Besides Echo by Pam Munoz Ryan , I now have more books that I want to receive the Newbery.
One is The Hired Girl by Laura Amy Schlitz. Somerville, MA: Candlewick, 2015.
Ya - I know she already won a Newbery. But there's no law against winning another (or honor book). Supurbly done, well researched story of a girl who runs away from a cruel father on a farm and goest to the big city of Baltimore. (Having lived in Baltimore for years, I can verify the accuracy of it. But Schlitz works at a school in Baltimore, so of course she'd get it right. And having not only lived in a 17th century house with items from all centuries in it plus having worked with a wood stove that heated my house, I can also verify what was in the Baltimore house in Schlitz's book and how to clean them.)
As a hired girl and a Catholic, Joan finds herself working as the Shabbos Goy (the person who does the work around a Jewish household on Saturday - the Jewish holy day when they are not allowed to work. Told in Diary format
Another review is from School Library Journal's Elizabeth Bird here.
The other book that I love, love, love probably won't get the Newbery - because it's funny and for some reason funny books don't seem to win this award. But I loved, loved, loved Unusual Chickens for the Exceptional Poultry Farmer by Kelly Jones. New York: Alfred A. Knopf, 2015.
Illustrated with cartoony figures this is the tale, told in letter format, about Sophie, a girl whose family has inherited a farm and who discovers she had become the caretaker of very unusual chickens.
Invisible chickens
a chicken who can unlock the chicken coop
a chameleon chicken
a really fast chicken that Sophie calls - the roadrunner
and more.
Additional review of this book is on the Educating Alice blog (by Monica Edinger).
In additon, I'm currently reading the latest by Kimberly Brubacker Bradley - The War that Saved My Life. I have always felt most all of her books have deserved the Newbery, so why not this year.
A world War II tale about a girl with a club foot who is evacuated to the English countryside after being held prisoner by her mother for about 9 years and how she discovers the world.
Grass!
People that take care of you and don't beat you and starve you.
a Pony!
"This isn’t merely a story where the main character has to learn and grow and change. She has this enormous task of making Ava strong in every possible way after a lifetime of systematic, often horrific, abuse. And she has to do so realistically. No deus ex machina. No sudden conversion out of the blue. That she pulls it off is astounding. Honestly it made me want to reread the book several times over, if only to figure out how she managed to display Ada’s anger and shock in the face of kindness with such aplomb. For me, it was the little lines that conveyed it best. Sentences like the one Ada says after the first birthday she has ever celebrated: “I had so much. I felt so sad.” It’s not a flashy thing to say. Just true."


**PROBLEM**
Word for word, repeat the data; no picture should appear in the result.

Start of Block

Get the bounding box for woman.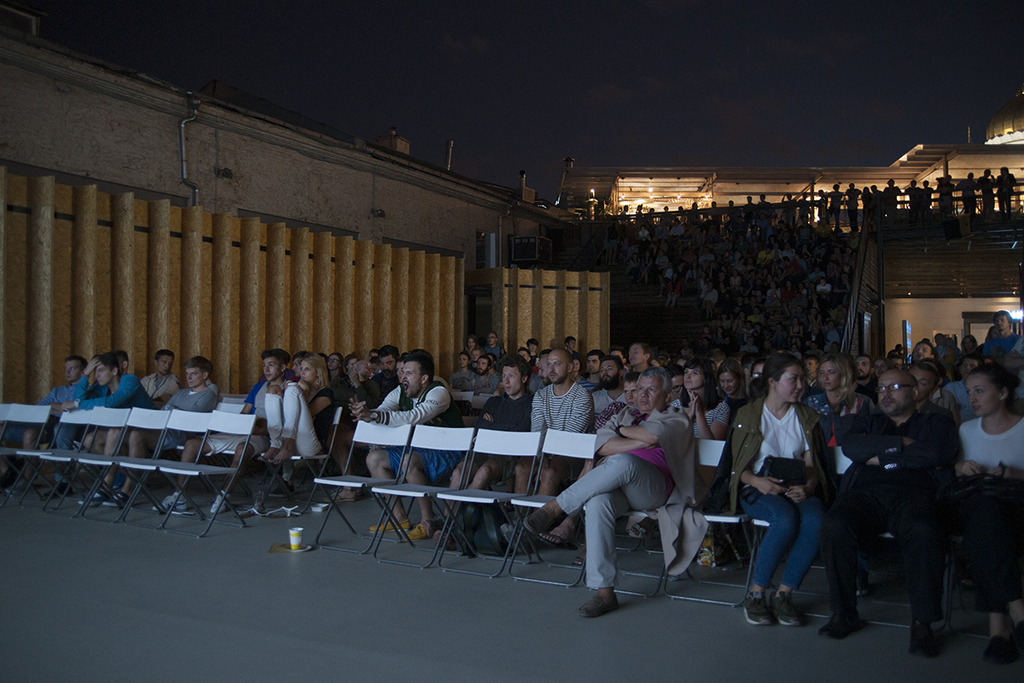
rect(803, 349, 878, 412).
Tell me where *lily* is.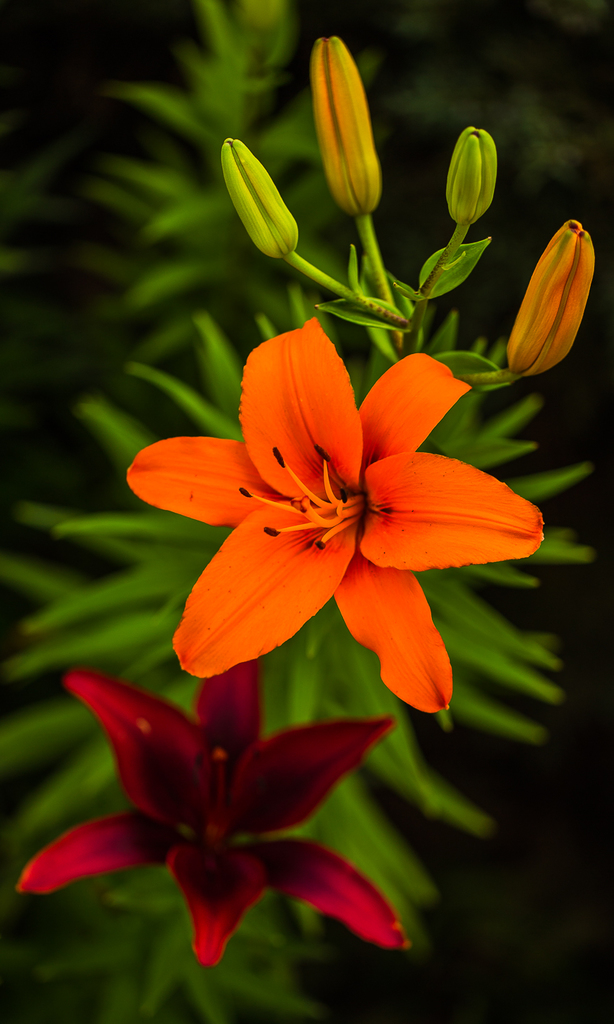
*lily* is at rect(122, 316, 543, 722).
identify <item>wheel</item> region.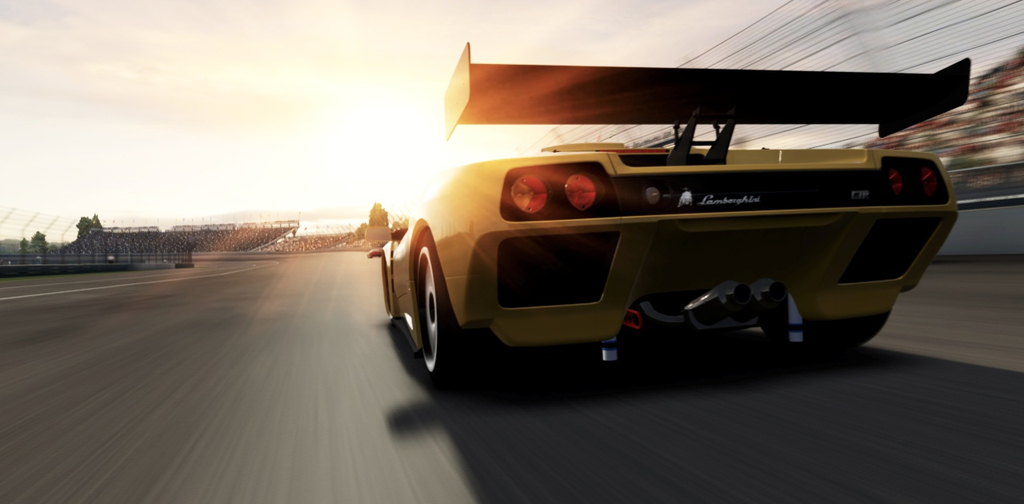
Region: l=801, t=313, r=892, b=346.
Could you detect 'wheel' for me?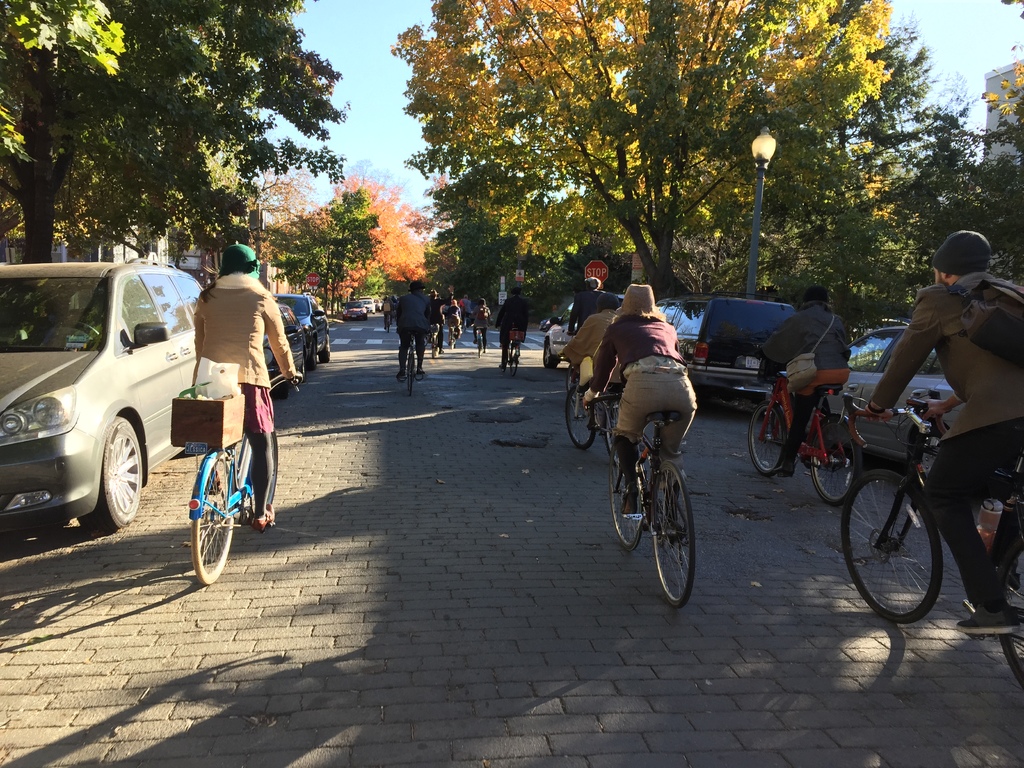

End of Block

**OUTPUT BELOW**
Get the bounding box for woman.
rect(803, 349, 878, 412).
Tell me where *lily* is.
*lily* is at rect(122, 316, 543, 722).
identify <item>wheel</item> region.
Region: l=801, t=313, r=892, b=346.
Could you detect 'wheel' for me?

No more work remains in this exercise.